‘If Montenegro is Guarantor of Stability, We Can Kiss Balkan Stability Goodbye’

During a visit to Montenegro US Vice President Mike Pence said the country was playing a leading role in advancing stability and security of the Western Balkan region. The experts Sputnik talked to wondered if Mr. Pence really knew anything about the country he had come to.

Serbian political analyst Aleksandar Pavic said that “if Montenegro is a guarantor of stability, we can kiss Balkan stability goodbye.”

“Montenegro can’t put out the forest fires raging on its territory, even outside its capital, and if it is a guarantor of Balkan stability, then these flames of ‘stability’ will engulf the entire region before we know it,” Pavic said in an interview with Sputnik Serbia.
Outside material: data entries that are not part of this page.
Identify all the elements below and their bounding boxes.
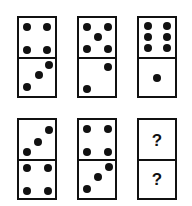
pip xyxy=(83,85,91,93)
pip xyxy=(105,163,113,171)
domino-bottom-half-one-pip xyxy=(139,57,175,96)
pip xyxy=(94,173,102,181)
domino-r1-c3 xyxy=(137,16,177,98)
pip xyxy=(45,61,53,69)
pip xyxy=(23,187,31,195)
pip xyxy=(45,126,53,134)
question-mark-top: ? xyxy=(139,132,175,149)
pip xyxy=(43,23,51,31)
pip xyxy=(23,83,31,91)
pip xyxy=(104,45,112,53)
domino-bottom-half-three-pips xyxy=(79,159,115,198)
pip xyxy=(144,33,152,41)
domino-top-half-six-pips xyxy=(139,18,175,57)
question-mark-bottom: ? xyxy=(139,171,175,188)
pip xyxy=(83,185,91,193)
pip xyxy=(104,23,112,31)
domino-bottom-half-four-pips xyxy=(19,159,55,198)
pip xyxy=(23,46,31,54)
domino-bottom-half-three-pips xyxy=(19,57,55,96)
pip xyxy=(163,33,171,41)
domino-bottom-half-unknown: ? xyxy=(139,159,175,198)
pip xyxy=(153,74,161,82)
domino-r1-c1 xyxy=(17,16,57,98)
domino-r2-c2 xyxy=(77,118,117,200)
domino-top-half-five-pips xyxy=(79,18,115,57)
pip xyxy=(23,23,31,31)
pip xyxy=(83,148,91,156)
domino-top-half-three-pips xyxy=(19,120,55,159)
pip xyxy=(94,33,102,41)
domino-r2-c3-unknown: ? ? xyxy=(137,118,177,200)
domino-top-half-unknown: ? xyxy=(139,120,175,159)
pip xyxy=(104,148,112,156)
pip xyxy=(43,46,51,54)
pip xyxy=(35,71,43,79)
pip xyxy=(83,45,91,53)
pip xyxy=(144,44,152,52)
pip xyxy=(34,138,42,146)
domino-r2-c1 xyxy=(17,118,57,200)
domino-top-half-four-pips xyxy=(79,120,115,159)
domino-bottom-half-two-pips xyxy=(79,57,115,96)
pip xyxy=(163,44,171,52)
pip xyxy=(44,187,52,195)
pip xyxy=(23,164,31,172)
pip xyxy=(23,148,31,156)
domino-r1-c2 xyxy=(77,16,117,98)
pip xyxy=(163,22,171,30)
pip xyxy=(83,23,91,31)
pip xyxy=(83,125,91,133)
pip xyxy=(44,164,52,172)
domino-top-half-four-pips xyxy=(19,18,55,57)
pip xyxy=(104,63,112,71)
pip xyxy=(104,125,112,133)
pip xyxy=(144,22,152,30)
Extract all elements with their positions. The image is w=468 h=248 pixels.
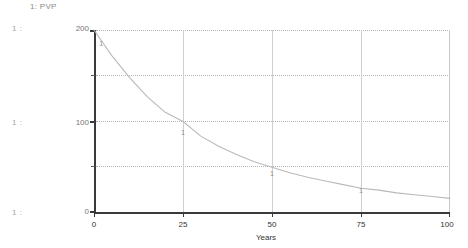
series-tag-bottom: 1 : — [12, 208, 22, 217]
plot-area: 1 1 1 1 0 25 50 75 100 Years — [94, 30, 450, 213]
series-line-pvp — [94, 30, 450, 213]
point-marker-1-b: 1 — [181, 129, 185, 136]
series-tag-top: 1 : — [12, 24, 22, 33]
series-tag-middle: 1 : — [12, 118, 22, 127]
chart-container: 1: PVP 1 : 1 : 1 : 200 100 0 — [0, 0, 468, 248]
point-marker-1-a: 1 — [99, 39, 103, 46]
x-axis-label-100: 100 — [440, 220, 453, 229]
x-axis-label-25: 25 — [179, 220, 188, 229]
legend-entry-pvp: 1: PVP — [30, 2, 57, 11]
point-marker-1-c: 1 — [270, 169, 274, 176]
x-axis-label-75: 75 — [357, 220, 366, 229]
x-axis-label-0: 0 — [92, 220, 96, 229]
x-axis-label-50: 50 — [268, 220, 277, 229]
y-axis-label-0: 0 — [55, 207, 89, 216]
chart-legend: 1: PVP — [30, 2, 57, 11]
y-axis-label-200: 200 — [55, 24, 89, 33]
y-axis-label-100: 100 — [55, 118, 89, 127]
x-axis-title: Years — [256, 233, 276, 242]
point-marker-1-d: 1 — [359, 187, 363, 194]
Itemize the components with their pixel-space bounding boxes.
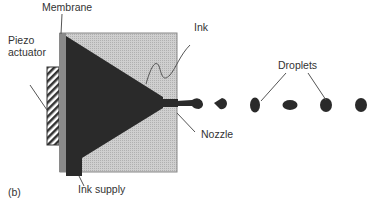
droplet-1	[214, 98, 227, 109]
membrane-label: Membrane	[42, 1, 92, 13]
droplet-4	[320, 98, 332, 112]
panel-label: (b)	[8, 186, 21, 198]
emerging-droplet	[176, 98, 203, 109]
piezo-label: Piezo	[8, 34, 34, 46]
inkjet-diagram	[0, 0, 377, 209]
nozzle	[163, 99, 178, 107]
droplet-3	[283, 100, 298, 110]
membrane	[59, 33, 66, 172]
piezo-leader	[30, 85, 47, 110]
ink-label: Ink	[194, 21, 208, 33]
droplets-leader-1	[261, 73, 286, 101]
nozzle-label: Nozzle	[201, 128, 233, 140]
droplets-label: Droplets	[278, 59, 317, 71]
ink-supply-channel	[66, 140, 82, 176]
membrane-leader	[61, 14, 62, 34]
nozzle-leader	[177, 113, 195, 132]
actuator-label: actuator	[8, 46, 46, 58]
ink-supply-label: Ink supply	[78, 183, 125, 195]
piezo-actuator	[47, 67, 59, 145]
droplet-5	[355, 98, 367, 112]
droplet-2	[250, 98, 260, 113]
droplets-leader-2	[308, 73, 326, 100]
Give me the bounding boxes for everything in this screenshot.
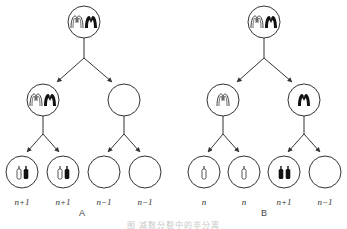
panel-a-gamete-4 (129, 156, 161, 188)
gamete-label: n+1 (14, 197, 29, 207)
panel-b-gamete-3 (268, 156, 300, 188)
meiosis-nondisjunction-diagram (0, 0, 347, 229)
panel-b-label: B (261, 208, 267, 218)
panel-a-label: A (79, 208, 85, 218)
panel-a-gamete-3 (88, 156, 120, 188)
gamete-label: n (202, 197, 207, 207)
gamete-label: n (242, 197, 247, 207)
figure-caption: 图 减数分裂中的非分离 (127, 219, 220, 229)
arrow-icon (57, 58, 84, 82)
gamete-label: n−1 (137, 197, 152, 207)
panel-a (6, 6, 161, 188)
panel-a-mi-cell-2-empty (108, 84, 140, 116)
panel-a-gamete-2 (47, 156, 79, 188)
gamete-label: n+1 (55, 197, 70, 207)
arrow-icon (84, 58, 112, 82)
panel-b-gamete-4 (309, 156, 341, 188)
gamete-label: n−1 (317, 197, 332, 207)
gamete-label: n+1 (276, 197, 291, 207)
gamete-label: n−1 (96, 197, 111, 207)
panel-b (188, 6, 341, 188)
panel-a-gamete-1 (6, 156, 38, 188)
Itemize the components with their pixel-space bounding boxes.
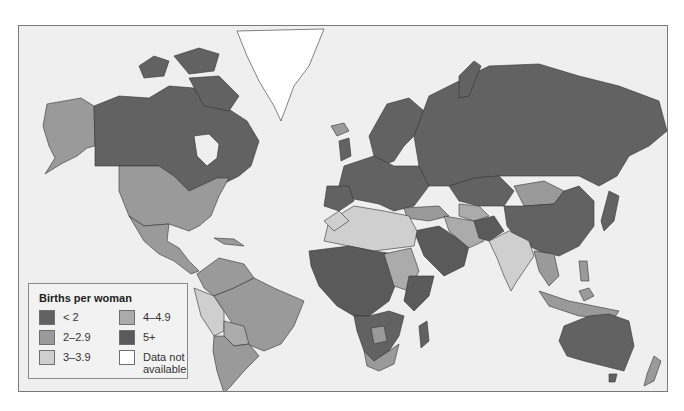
legend-swatch [39,330,55,345]
legend-item-2-2.9: 2–2.9 [39,330,119,345]
legend-swatch [119,350,135,365]
legend-item-4-4.9: 4–4.9 [119,310,189,325]
region-russia [414,64,667,186]
legend-item-no-data: Data not available [119,350,189,375]
region-europe [339,156,429,211]
legend-title: Births per woman [39,292,177,304]
map-frame: Births per woman < 2 4–4.9 2–2.9 5+ 3–3.… [18,25,668,392]
legend-swatch [119,330,135,345]
legend-swatch [39,350,55,365]
legend-item-3-3.9: 3–3.9 [39,350,119,375]
legend-item-lt2: < 2 [39,310,119,325]
region-india [489,231,534,291]
region-alaska [43,98,95,174]
legend-item-5plus: 5+ [119,330,189,345]
legend-swatch [119,310,135,325]
map-legend: Births per woman < 2 4–4.9 2–2.9 5+ 3–3.… [28,283,188,379]
legend-swatch [39,310,55,325]
region-greenland [237,29,324,121]
region-australia [559,314,634,371]
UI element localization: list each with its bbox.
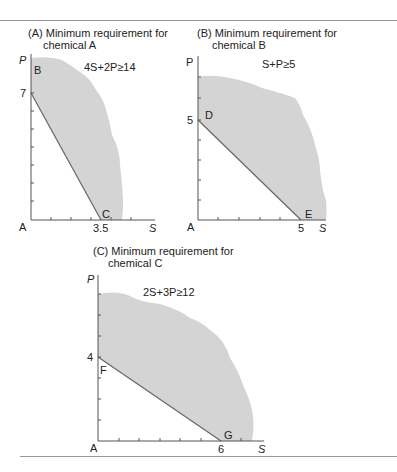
panel-a-chart: P 7 B 4S+2P≥14 C A 3.5 S <box>19 54 157 234</box>
panel-a-y-axis-label: P <box>19 54 27 66</box>
panel-b-constraint: S+P≥5 <box>262 58 295 70</box>
panel-a-x-axis-label: S <box>149 222 157 234</box>
panel-a-point-c: C <box>102 208 110 220</box>
panel-b-y-axis-label: P <box>186 56 193 68</box>
panel-c-chart: P 4 F 2S+3P≥12 G A 6 S <box>87 273 266 455</box>
panel-c-y-axis-label: P <box>87 273 95 285</box>
panel-b-x-intercept-label: 5 <box>298 222 304 234</box>
panel-b-point-d: D <box>205 109 213 121</box>
panel-a-x-intercept-label: 3.5 <box>93 222 108 234</box>
panel-c-feasible-region <box>98 292 254 441</box>
panel-a-origin-label: A <box>19 221 27 233</box>
panel-b-chart: P 5 D S+P≥5 E A 5 S <box>186 56 327 234</box>
panel-b-feasible-region <box>198 76 327 220</box>
panel-c-origin-label: A <box>90 442 98 454</box>
panel-a-feasible-region <box>31 57 123 220</box>
panel-c-y-intercept-label: 4 <box>87 351 93 363</box>
panel-b-origin-label: A <box>187 221 195 233</box>
panel-b-y-intercept-label: 5 <box>187 114 193 126</box>
panel-a-point-b: B <box>34 64 41 76</box>
panel-c-x-axis-label: S <box>258 443 266 455</box>
panel-b-x-axis-label: S <box>319 222 327 234</box>
panel-c-constraint: 2S+3P≥12 <box>143 286 195 298</box>
panel-c-point-f: F <box>100 364 107 376</box>
panel-c-x-intercept-label: 6 <box>218 443 224 455</box>
figure-canvas: P 7 B 4S+2P≥14 C A 3.5 S P 5 D S+P≥5 E A… <box>0 0 397 472</box>
panel-a-y-intercept-label: 7 <box>20 87 26 99</box>
panel-b-point-e: E <box>305 208 312 220</box>
panel-a-constraint: 4S+2P≥14 <box>84 61 136 73</box>
panel-c-point-g: G <box>224 429 233 441</box>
Marko Vesovic, who writes for Dan, a daily newspaper published in Montenegro, told Sputnik that the military and political potential of tiny Montenegro, with a population of less than 600,000, is next to zero and that Mike Pence’s words do not mean that Montenegro can serve as a security guarantor to anyone.

“A country whose army consists of less than 1,000 men is useless in terms of ensuring any regional security, but it is still being used as a ‘positive example’ of a country, which has joined NATO. This is a signal to Serbia, the leading regional power, that if it agrees to become part of the Euro-Atlantic integration process, the US might consider some of its interests,” Marko Vesovic said.

“The US wants to exercise full political control over the Western Balkans and it needs Montenegro to show Serbia how it would profit from joining NATO,” he added.

Marko Vesovic said that nothing had changed in Montenegro since the country joined the North Atlantic Alliance in June.

“Crime, corruption and mafia-style governance haven’t gone anywhere. The state apparatus sticks to its tried-and-true modus vivendi. Nothing’s is being done to punish corrupt politicians with links to the mob whose number is too large for comfort,” he complained.

Montenegro joined NATO on June 5, 2017 as the 29th member of the Western defense alliance, despite the fact that about half of the country’s population was opposed to the move.

Montenegro was invited to join NATO in December 2015, as part of the first expansion of the alliance into Eastern Europe in six years. Podgorica accepted the invitation, triggering mass protests across the country.